• Exercise brief
After locating the line that contains "Locate an element on the screen. This" in the data below, set down exactly that line and each one after it through the line that contains "This screenshot has height=504, width=829.", and nothing more.

[Entries taken from a collection]

• • • •

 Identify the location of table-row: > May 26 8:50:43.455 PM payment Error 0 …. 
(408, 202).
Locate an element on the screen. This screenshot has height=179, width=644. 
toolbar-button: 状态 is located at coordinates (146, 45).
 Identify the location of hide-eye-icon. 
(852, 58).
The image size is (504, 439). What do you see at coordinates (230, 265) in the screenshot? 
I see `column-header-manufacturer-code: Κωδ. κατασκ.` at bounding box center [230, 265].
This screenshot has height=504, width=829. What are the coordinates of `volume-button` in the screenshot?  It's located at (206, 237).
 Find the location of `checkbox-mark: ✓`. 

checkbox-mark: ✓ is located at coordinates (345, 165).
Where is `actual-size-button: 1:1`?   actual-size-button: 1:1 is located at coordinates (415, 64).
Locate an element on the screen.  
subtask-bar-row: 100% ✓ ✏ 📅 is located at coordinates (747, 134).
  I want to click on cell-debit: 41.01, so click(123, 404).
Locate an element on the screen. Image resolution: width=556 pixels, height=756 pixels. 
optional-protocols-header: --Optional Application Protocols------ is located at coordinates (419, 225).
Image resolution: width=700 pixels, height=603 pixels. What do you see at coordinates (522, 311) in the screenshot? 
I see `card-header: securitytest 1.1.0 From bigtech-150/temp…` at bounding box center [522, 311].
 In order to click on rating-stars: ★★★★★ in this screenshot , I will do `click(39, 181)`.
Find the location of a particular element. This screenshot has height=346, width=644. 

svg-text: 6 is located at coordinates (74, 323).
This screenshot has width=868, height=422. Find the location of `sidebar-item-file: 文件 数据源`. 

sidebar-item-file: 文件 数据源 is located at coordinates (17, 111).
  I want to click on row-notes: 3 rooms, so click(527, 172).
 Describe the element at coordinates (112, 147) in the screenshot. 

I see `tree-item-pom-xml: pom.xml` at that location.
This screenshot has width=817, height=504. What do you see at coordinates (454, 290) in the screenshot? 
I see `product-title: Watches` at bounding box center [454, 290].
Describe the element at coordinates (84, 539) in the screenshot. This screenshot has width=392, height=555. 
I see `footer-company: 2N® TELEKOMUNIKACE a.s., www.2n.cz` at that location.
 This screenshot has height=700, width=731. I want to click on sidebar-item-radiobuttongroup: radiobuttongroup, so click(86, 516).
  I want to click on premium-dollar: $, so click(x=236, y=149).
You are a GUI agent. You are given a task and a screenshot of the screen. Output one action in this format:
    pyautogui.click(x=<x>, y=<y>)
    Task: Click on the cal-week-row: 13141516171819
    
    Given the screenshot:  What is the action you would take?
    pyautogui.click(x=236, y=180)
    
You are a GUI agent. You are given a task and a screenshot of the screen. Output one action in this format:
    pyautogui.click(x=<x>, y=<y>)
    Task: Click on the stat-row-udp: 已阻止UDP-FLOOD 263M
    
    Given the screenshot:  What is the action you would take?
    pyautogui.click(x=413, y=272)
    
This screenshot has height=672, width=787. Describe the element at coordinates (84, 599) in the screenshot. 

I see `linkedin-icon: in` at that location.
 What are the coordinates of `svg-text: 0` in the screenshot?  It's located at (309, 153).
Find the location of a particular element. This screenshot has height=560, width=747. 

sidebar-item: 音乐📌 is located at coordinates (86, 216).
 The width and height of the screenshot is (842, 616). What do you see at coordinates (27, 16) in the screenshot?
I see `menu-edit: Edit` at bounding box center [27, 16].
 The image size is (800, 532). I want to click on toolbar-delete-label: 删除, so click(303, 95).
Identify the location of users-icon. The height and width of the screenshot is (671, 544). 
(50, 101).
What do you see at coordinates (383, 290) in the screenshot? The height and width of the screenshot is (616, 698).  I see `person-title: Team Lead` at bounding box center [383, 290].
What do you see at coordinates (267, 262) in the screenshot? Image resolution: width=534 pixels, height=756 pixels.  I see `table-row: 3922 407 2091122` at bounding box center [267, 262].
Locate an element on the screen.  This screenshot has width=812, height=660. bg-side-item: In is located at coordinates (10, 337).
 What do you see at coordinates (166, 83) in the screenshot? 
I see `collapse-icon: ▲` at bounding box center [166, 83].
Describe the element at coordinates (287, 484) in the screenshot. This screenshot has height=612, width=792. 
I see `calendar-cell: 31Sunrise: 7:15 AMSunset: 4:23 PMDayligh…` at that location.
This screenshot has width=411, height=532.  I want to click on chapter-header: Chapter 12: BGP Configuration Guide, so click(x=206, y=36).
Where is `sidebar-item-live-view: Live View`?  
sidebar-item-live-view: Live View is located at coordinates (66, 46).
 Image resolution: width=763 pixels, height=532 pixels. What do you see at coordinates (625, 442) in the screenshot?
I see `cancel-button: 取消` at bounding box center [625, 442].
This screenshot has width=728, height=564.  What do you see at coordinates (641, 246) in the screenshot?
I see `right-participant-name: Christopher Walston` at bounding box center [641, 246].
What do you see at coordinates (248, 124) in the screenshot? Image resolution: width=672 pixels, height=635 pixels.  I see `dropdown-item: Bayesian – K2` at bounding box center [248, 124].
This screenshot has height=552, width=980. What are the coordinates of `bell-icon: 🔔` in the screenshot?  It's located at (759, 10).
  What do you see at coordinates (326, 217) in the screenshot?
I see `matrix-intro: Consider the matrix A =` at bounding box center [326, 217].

• • • •

• Answer box
Locate an element on the screen. This screenshot has height=179, width=644. 
toolbar-button: 状态 is located at coordinates (146, 45).
 Identify the location of hide-eye-icon. 
(852, 58).
The image size is (504, 439). What do you see at coordinates (230, 265) in the screenshot? 
I see `column-header-manufacturer-code: Κωδ. κατασκ.` at bounding box center [230, 265].
This screenshot has height=504, width=829. What are the coordinates of `volume-button` in the screenshot?  It's located at (206, 237).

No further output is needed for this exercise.